Carnegie Library
The Carnegie Library was one of the early Carnegie libraries funded in Indiana by Andrew Carnegie, to the tune of $15,000. The Neo-Classical architecture was done by Arthur Loomis, a nationally respected architect in the firm of Clarke & Loomis Architecture, with the cornerstone being set on September 19, 1903. Loomis was a native of Jeffersonville. The building once held classes for Indiana University Southeast. The Carnegie Library is the central focus point in Warder Park and now contains the Remnant Trust of Rare Books and Documents.
The building will eventually hold an extensive collection of titles, including:
- A 19th-century edition of Life and Times of Frederick Douglass
- A 560-year-old page of a Gutenberg Bible
- A 1350 copy of the Magna Carta
- A copy of the first British Edition of Lewis and Clark's Travels to the Source of the Missouri River.

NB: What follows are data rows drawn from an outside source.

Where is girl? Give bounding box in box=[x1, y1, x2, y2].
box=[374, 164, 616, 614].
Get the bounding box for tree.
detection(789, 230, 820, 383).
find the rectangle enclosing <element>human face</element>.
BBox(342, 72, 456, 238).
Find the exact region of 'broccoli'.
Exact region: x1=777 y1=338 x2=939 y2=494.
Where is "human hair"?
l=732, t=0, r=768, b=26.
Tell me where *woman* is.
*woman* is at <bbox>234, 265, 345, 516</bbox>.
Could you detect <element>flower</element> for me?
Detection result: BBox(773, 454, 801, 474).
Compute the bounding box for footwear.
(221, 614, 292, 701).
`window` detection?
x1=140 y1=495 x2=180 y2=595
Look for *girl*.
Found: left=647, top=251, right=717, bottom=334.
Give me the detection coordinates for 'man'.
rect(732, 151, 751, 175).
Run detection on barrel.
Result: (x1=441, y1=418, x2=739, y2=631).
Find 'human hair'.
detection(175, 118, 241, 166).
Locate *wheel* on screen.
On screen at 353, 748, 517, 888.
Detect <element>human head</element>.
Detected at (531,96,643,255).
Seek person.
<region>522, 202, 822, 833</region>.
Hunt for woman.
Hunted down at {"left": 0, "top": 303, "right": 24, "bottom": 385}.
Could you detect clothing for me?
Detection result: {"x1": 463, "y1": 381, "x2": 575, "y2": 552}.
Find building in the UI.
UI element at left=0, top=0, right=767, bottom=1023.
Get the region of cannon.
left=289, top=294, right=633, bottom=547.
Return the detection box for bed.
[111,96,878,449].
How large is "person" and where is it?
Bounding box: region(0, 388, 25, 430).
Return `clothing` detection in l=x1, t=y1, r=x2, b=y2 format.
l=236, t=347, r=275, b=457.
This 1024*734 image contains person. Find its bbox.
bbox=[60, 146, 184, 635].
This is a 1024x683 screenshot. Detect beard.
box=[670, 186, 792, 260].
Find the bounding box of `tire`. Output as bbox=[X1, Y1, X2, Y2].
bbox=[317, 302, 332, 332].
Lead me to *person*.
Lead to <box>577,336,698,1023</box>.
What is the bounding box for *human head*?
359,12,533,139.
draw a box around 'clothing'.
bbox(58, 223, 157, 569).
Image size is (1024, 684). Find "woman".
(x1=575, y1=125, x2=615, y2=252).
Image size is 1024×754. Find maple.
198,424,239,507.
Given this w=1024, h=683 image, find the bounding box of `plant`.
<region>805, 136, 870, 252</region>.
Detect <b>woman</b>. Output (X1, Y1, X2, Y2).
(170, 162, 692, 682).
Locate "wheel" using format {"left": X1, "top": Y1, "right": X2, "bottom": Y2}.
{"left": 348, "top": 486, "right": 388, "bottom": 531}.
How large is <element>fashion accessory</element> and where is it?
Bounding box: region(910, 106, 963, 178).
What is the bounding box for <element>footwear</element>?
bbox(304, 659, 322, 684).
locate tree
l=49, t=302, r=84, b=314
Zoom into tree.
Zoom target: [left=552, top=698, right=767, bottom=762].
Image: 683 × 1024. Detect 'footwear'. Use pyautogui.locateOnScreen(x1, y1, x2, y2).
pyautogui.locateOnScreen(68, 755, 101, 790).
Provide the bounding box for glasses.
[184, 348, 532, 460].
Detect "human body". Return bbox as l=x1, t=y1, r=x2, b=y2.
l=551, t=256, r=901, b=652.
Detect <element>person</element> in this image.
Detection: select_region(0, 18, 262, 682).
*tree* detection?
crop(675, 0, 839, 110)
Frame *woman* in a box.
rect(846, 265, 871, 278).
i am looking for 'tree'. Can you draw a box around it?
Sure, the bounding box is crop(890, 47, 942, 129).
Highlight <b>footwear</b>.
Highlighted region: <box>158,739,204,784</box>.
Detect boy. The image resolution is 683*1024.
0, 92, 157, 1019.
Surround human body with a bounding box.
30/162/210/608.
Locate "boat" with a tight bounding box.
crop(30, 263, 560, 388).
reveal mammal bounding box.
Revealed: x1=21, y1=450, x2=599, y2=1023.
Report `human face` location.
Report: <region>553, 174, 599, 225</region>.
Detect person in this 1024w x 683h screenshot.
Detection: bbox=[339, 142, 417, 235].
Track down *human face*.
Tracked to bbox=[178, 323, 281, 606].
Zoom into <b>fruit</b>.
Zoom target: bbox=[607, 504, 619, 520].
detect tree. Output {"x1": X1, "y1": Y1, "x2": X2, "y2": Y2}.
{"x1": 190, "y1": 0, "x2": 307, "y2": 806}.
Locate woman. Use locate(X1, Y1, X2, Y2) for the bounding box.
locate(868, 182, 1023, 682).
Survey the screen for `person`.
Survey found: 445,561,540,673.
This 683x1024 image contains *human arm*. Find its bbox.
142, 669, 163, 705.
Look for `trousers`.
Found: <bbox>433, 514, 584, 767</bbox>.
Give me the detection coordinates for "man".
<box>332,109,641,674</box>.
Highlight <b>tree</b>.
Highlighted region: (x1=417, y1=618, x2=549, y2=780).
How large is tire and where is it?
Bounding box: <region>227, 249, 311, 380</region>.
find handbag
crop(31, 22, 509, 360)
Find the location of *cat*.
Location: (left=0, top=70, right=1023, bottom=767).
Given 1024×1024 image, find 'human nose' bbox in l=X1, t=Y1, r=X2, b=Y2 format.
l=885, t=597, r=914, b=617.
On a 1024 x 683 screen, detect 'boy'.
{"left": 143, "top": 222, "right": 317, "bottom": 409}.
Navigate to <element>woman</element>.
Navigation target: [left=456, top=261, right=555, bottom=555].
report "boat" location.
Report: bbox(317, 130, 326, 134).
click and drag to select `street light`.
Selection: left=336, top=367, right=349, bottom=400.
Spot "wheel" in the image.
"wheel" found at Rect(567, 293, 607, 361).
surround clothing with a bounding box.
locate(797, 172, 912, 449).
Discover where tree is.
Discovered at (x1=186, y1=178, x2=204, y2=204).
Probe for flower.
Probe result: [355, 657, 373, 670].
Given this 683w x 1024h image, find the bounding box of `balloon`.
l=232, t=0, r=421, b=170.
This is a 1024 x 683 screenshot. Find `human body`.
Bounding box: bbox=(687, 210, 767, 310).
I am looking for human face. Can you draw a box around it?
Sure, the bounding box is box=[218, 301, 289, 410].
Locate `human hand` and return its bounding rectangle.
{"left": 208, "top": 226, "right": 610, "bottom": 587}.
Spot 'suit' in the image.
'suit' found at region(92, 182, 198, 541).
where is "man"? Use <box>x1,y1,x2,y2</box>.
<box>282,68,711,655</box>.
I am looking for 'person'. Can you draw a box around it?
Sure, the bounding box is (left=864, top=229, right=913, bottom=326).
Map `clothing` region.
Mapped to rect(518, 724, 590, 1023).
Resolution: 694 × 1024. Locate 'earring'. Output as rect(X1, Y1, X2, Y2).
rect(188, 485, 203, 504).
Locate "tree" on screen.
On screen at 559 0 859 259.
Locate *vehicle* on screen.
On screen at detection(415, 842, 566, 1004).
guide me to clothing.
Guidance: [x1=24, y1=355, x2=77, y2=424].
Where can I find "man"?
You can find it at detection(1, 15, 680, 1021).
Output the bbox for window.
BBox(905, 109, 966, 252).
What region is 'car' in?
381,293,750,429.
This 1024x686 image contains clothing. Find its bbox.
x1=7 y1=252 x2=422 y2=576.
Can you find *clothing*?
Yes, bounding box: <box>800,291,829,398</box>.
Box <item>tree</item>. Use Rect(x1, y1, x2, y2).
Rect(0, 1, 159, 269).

The Carnegie Library opened Oct 25, 2006 after a 4 million dollar renovation for the Remnant Trust and also included a bas-relief sculpture, titled The Timeline of Liberty, by sculptor Lorenzo Ghiglieri. The The 6-ton, three panel (7 feet tall and 20 feet wide), bronze sculpture traces 2,500 years of human liberty from ancient Greece to modernity.